Author: Brad Green (Clemson University)
Advisor: Melissa C. Smith (Clemson University)
Abstract: Field programmable gate array (FPGA) usage in HPC applications is growing with the need for energy efficient and application specific accelerators. Currently, FPGAs are used to accelerate algorithms using OpenCL with communication over a CPU bus (loosely coupled accelerators) or by modifying existing architectures to incorporate custom logic directly with a CPU (tightly coupled accelerators). However, only the loosely coupled paradigm is feasible to support a variety of acceleration. In this work, we introduce TIGRA, a zero latency interface designed to provide the benefit of tightly coupled FPGA accelerators without the developer burden of modifying the underlying architecture, which can enable their usage in HPC. TIGRA is demonstrated on the simple PicoRV32 RISC-V processor as a proof of concept for the interface. This is also extended to the Rocket Chip Generator, a very feature robust CPU generator that more closely resembles processors found in modern HPC systems.

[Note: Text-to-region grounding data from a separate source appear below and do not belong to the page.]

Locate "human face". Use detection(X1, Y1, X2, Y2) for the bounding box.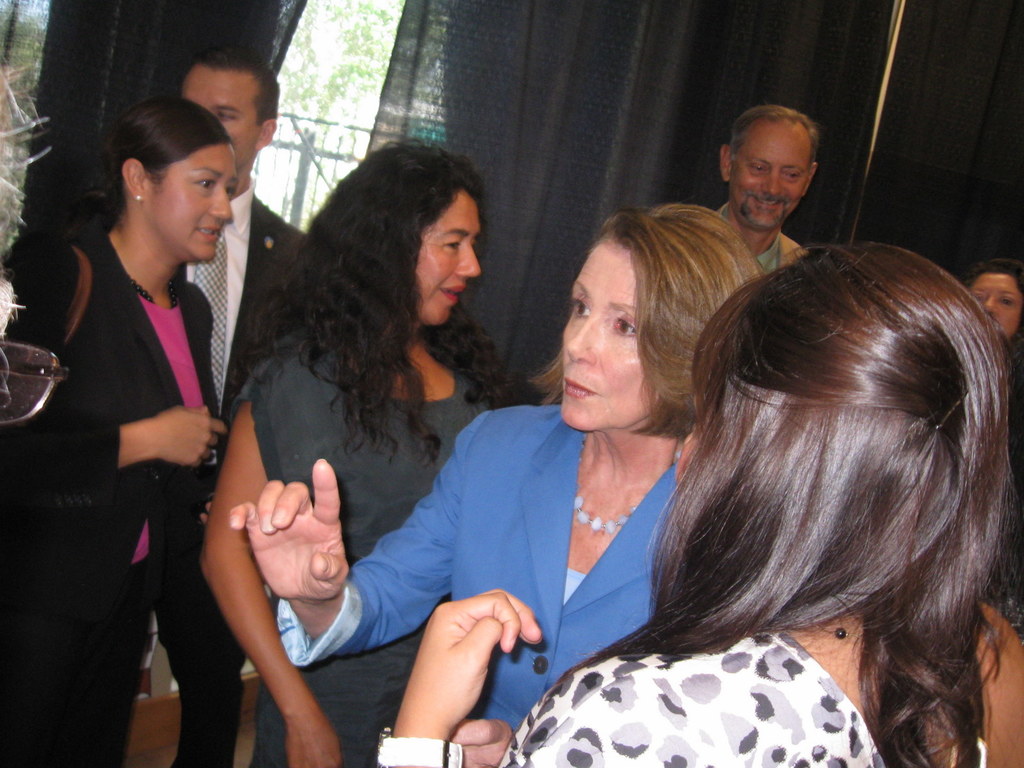
detection(563, 239, 645, 431).
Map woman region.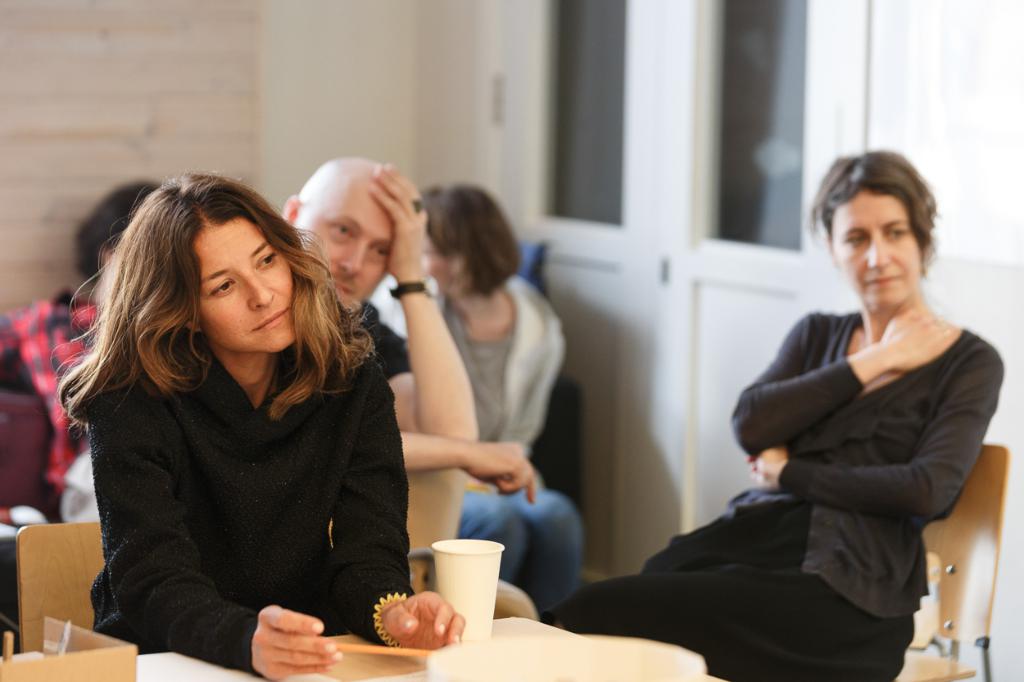
Mapped to [0,183,156,490].
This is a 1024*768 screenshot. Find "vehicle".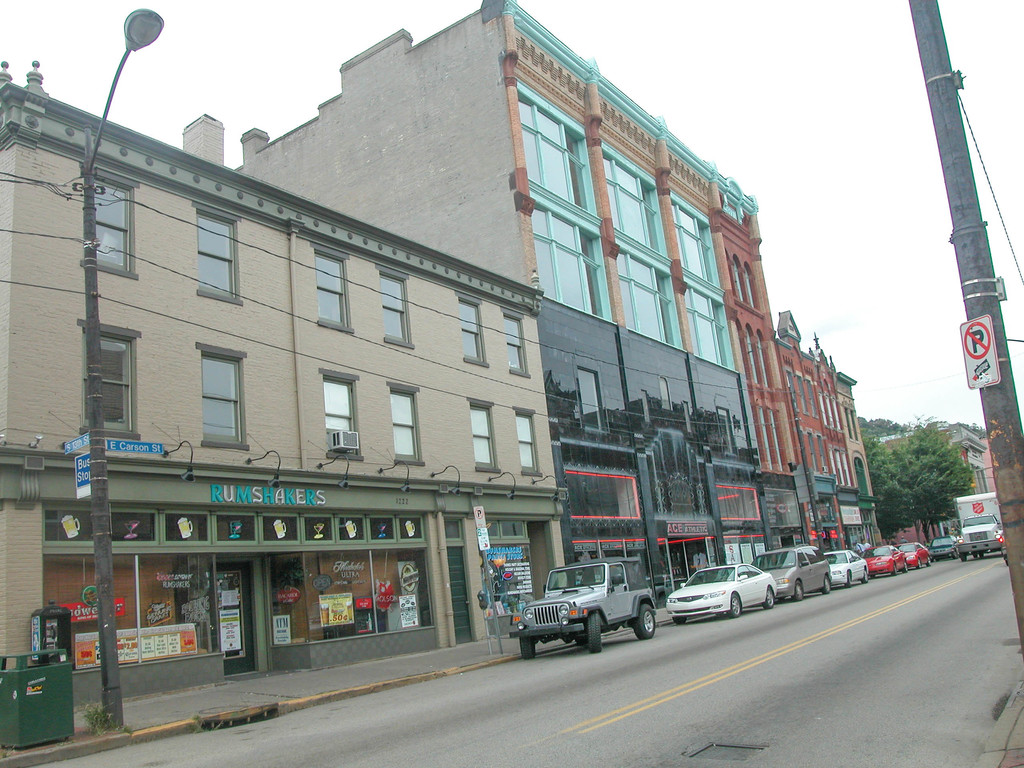
Bounding box: x1=516 y1=563 x2=661 y2=651.
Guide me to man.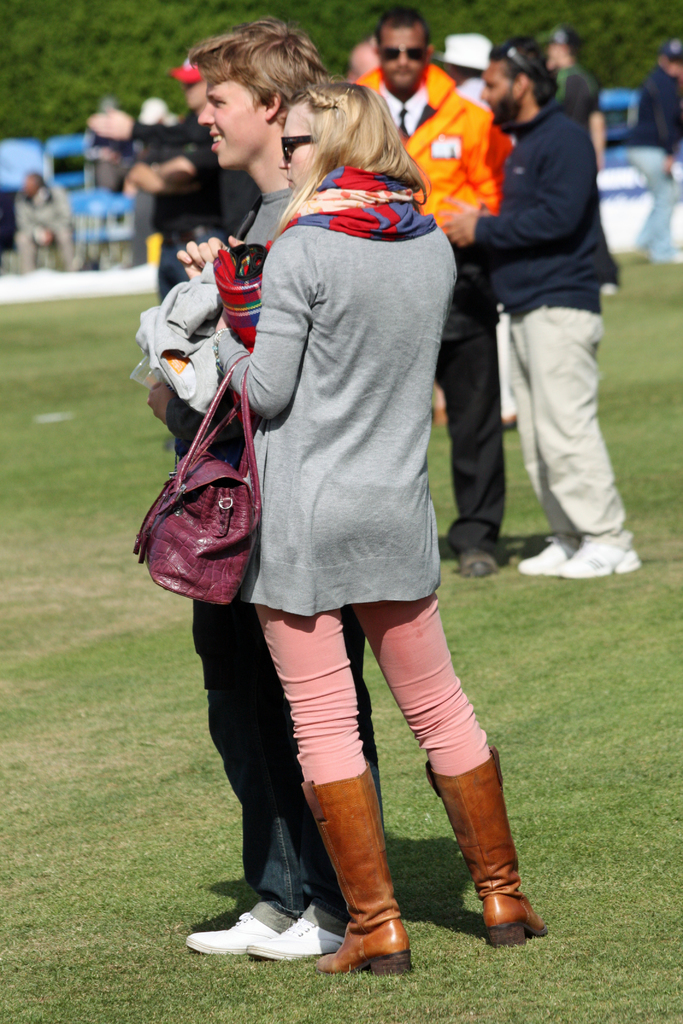
Guidance: <box>12,175,72,273</box>.
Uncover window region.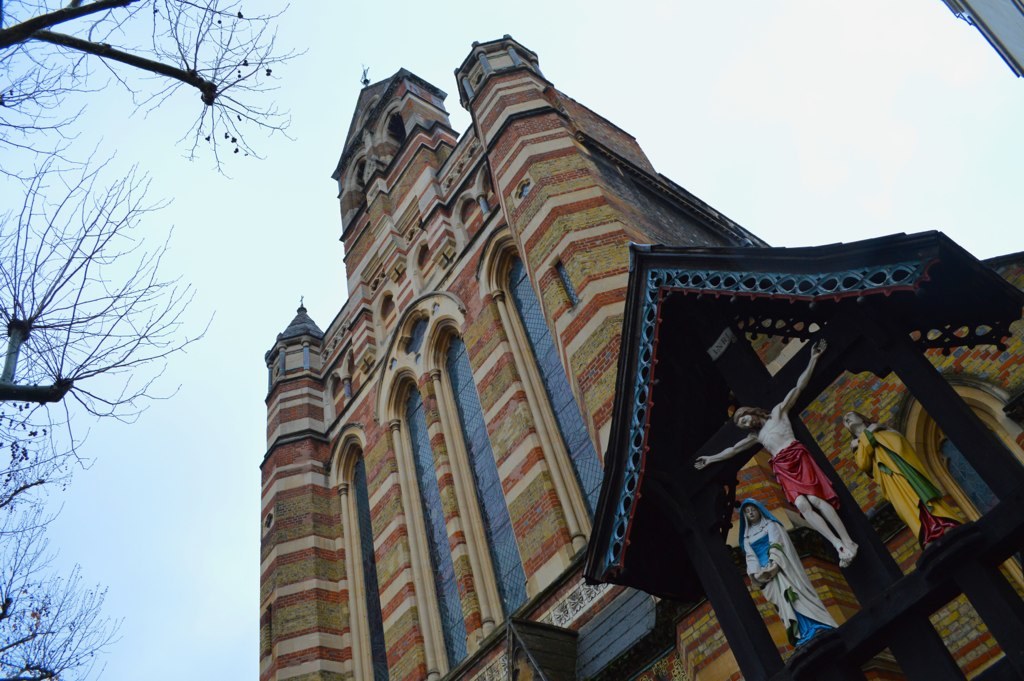
Uncovered: locate(443, 337, 525, 619).
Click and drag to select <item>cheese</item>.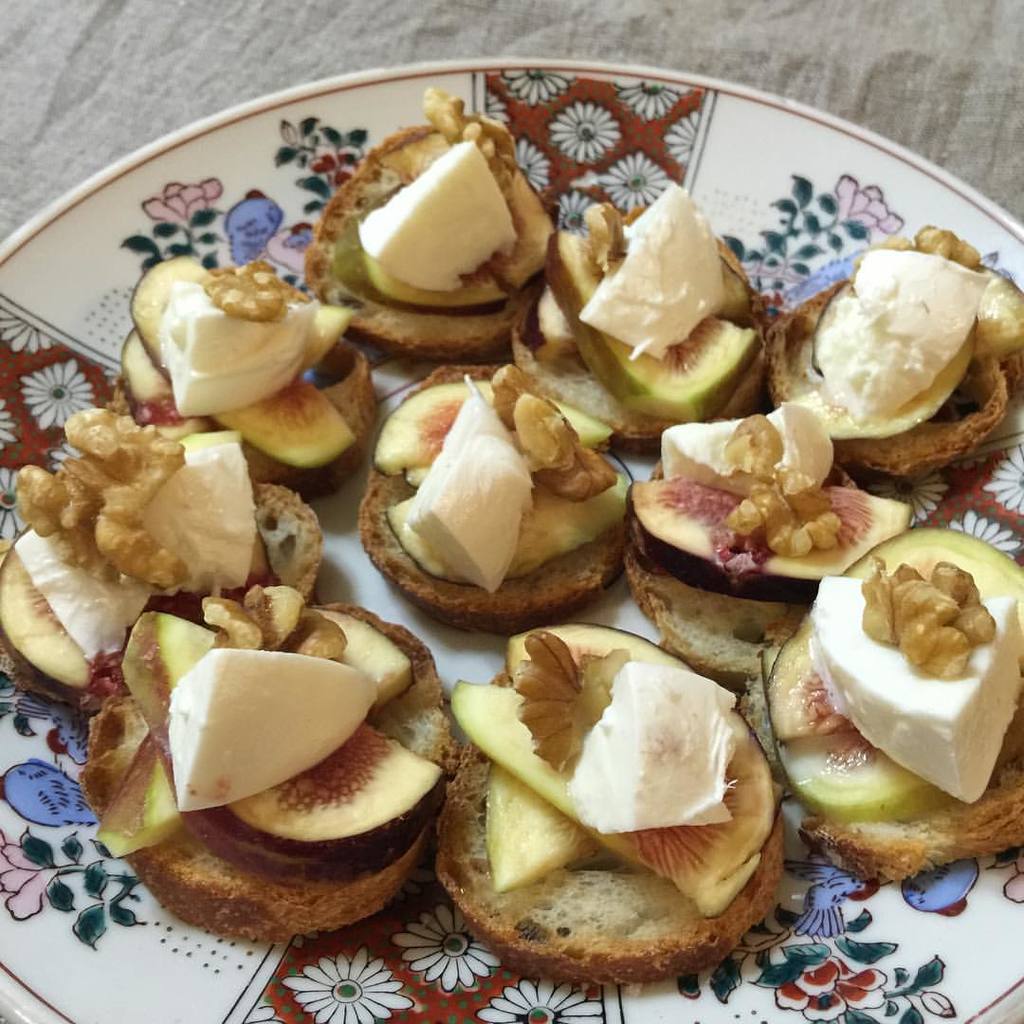
Selection: <bbox>578, 183, 723, 361</bbox>.
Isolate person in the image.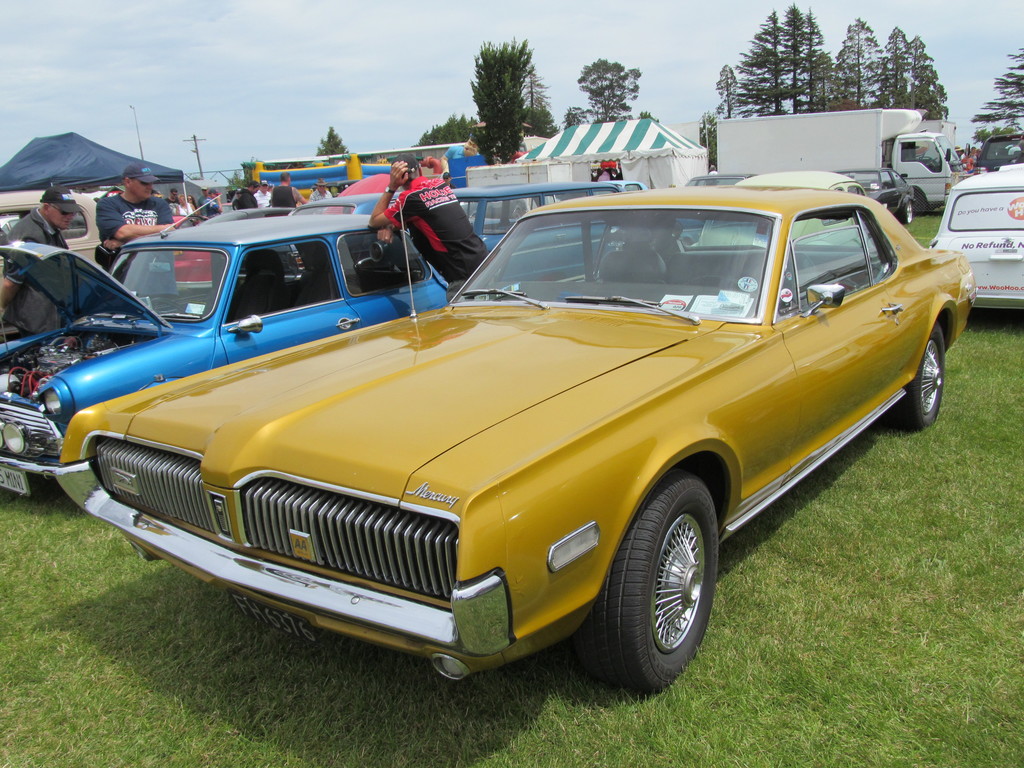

Both of these designs are tested by implementing the PACoGen Posit arithmetic core generator and OpenCores tiny_aes 128-bit encryption designs in the custom logic connected to the TIGRA interface. Each design verifies that TIGRA adds 0 latency when executing in the CPU pipeline. Further verification was completed on AWS F1 instances with FPGAs to prove the functionality on hardware beyond simulation.